(for the record, this is what all the fuss is about):
Dissertation Outline for
Making The Ipili Feasible: Imagining ‘Global’ and ‘Local’ Actors
at the Porgera Gold Mine, Enga Province, Papua New Guinea
by Alex Golub
This dissertation concerns the Ipili speaking people of Porgera valley, Papua New Guinea. In 1939 The Ipili were discovered by the Australian administration of Papua New Guinea and small-scale gold mining began in the valley shortly thereafter. In 1990, Porgera became home to the third largest goldmine in the world, which is operated by the Canadian mining transnational Placer Dome. Royalties and other revenues from the mine are key to the financial stability of the Papua New Guinean state. The Ipili have obtained hundreds of millions of dollars in concessions from both the government and Placer Dome in exchange for their willingness to host the mine on their land.

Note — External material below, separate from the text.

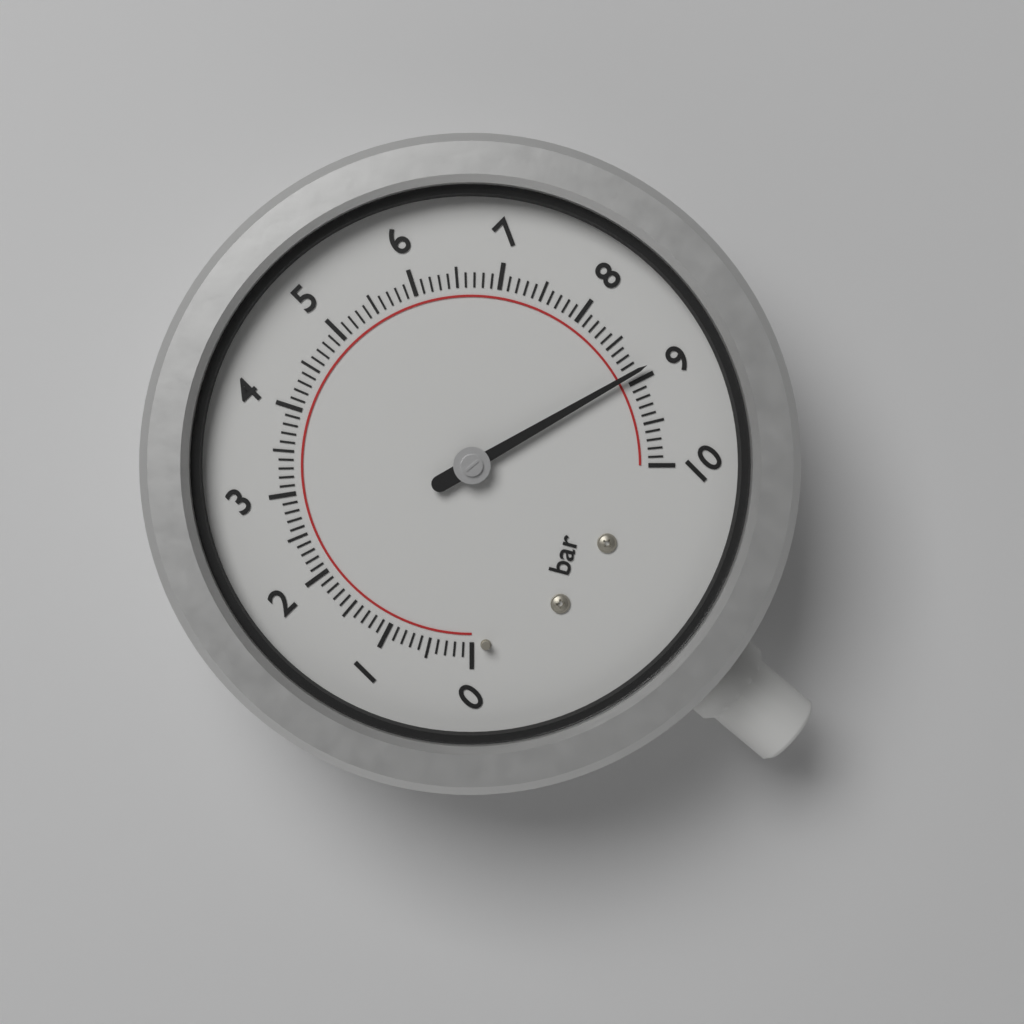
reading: 8.9 bar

How, this dissertation asks, did stakeholders in the mine work together to create the complex social, economic, and political circumstances required to keep a large-scale mechanized gold mine operative in a remote geographical area? Just as mineral resources are ‘feasible’ if they meet complex logistical and financial requirements, this dissertation argues that Ipili identity itself has also been made ‘feasible’. On the one hand, representations of Ipili people and life in Porgera have been created and circulate in such a way that the moral and legal requirements of Ipili assent to the mine’s presence are met. On the other hand, the creation of these representations has, unexpectedly, given Ipili true agency to pursue their own agenda at a national level – they have become ‘feasible’ (in the sense of efficacious) political actors in the national level, and have become some of the most successful indigenous people in the world at extracting concessions from industry and government. In sum, the goal of the dissertation is to tie a semiotic account of the creation of representations of ‘local’ and ‘global’ actors to a political-economic account of power politics within a contemporary Pacific nation.
The dissertation is organized in a roughly chronological fashion. The first substantive chapter focuses on the early history of Porgera, and the development of a set of political and institutional arrangements that lead to the creation of the Porgera Gold mine in 1990. The dissertation then goes on to examine the historical consciousness of Ipili people – their own culturally specific understandings of mining, their contact with the outside world, and their role in it. Two chapters then examine how notions of being Ipili circulate. One chapter examines the way that people living in Porgera claim to have local Ipili identity in order to gain access to a variety of goods and services. The next examines how governmental and policy elites in the national capital of Port Moresby imagine ‘traditional Papua New Guinea culture’. The final chapter draws on what has come before to provide a close examination of a prolonged set of negotiations between Ipili leaders and mine representatives. This detailed ethnographic case demonstrates the dynamics of Porgera today and, in doing so, closes the dissertation.
Table of Contents
1. Introduction
Overview of dissertation and its main arguments. Description of the fieldwork site and the problems involved. Discussion of the framework used in the analysis to follow, organized as a series of literature reviews: Language, politics, and performance in the Pacific, indigenous identity and the law, mining and resource issues, the literature on ‘alternate modernities’, the ‘indigenization of modernity’ and globalization
2. The History of Feasibility
A history of the valley focused on the history of the representation of a) the Ipili as an ethnic group and b) the Porgera Intrusive Complex (i.e. the ore body). This is presented as an argument against James Scott’s work on ‘seeing like a state’. A history of how whites have come to know the Ipili.
3. The Original Affluent Society: An Organization of Predatory Expansion
A discussion of Ipili conceptions of whites and their historical consciousness as a recently contacted people. History of millenarianism, Christianity, and mining. A discussion of how Ipili perceive whites – sometimes more accurately than we perceive ourselves. A history of how Porgerans have come to know whites.
4. Being Ipili in Porgera
One of the main chapters of the dissertation, which examines the politics and dynamics of claims to Ipili identities in the Valley today. Case studies will include: personal disputes between Ipili in relocation settlements, claims of damaged land made to mine employees, claims to royalty payments made to the government, and claims to be recognized as ‘leaders’ made in attempts to participate in negotiations.
5. Policy and Ambiguity
An analysis of how local landowners are viewed in Port Moresby. Government legislation and policy. How white and coastal industry executives imagine ‘traditional land tenure’. A discussion of the history of anthropological approaches to residence and descent and how these apply to policy. A discussion of how, in light of the rest of the dissertation, the assumptions used in decisions at the national level are not only inaccurate but dysfunctional.
6. The Yakatabari Negotiations
This final section tracks an 18-month long negotiation between Mine employees and Ipili leaders. This detailed case study will employ the material that has come before in the chapter in order to provide a concrete example of the fundamental issues of the dissertation as they played out in one particular situation.
7. Conclusion
Discussion of main themes of the dissertation and recapitulation of its arguments.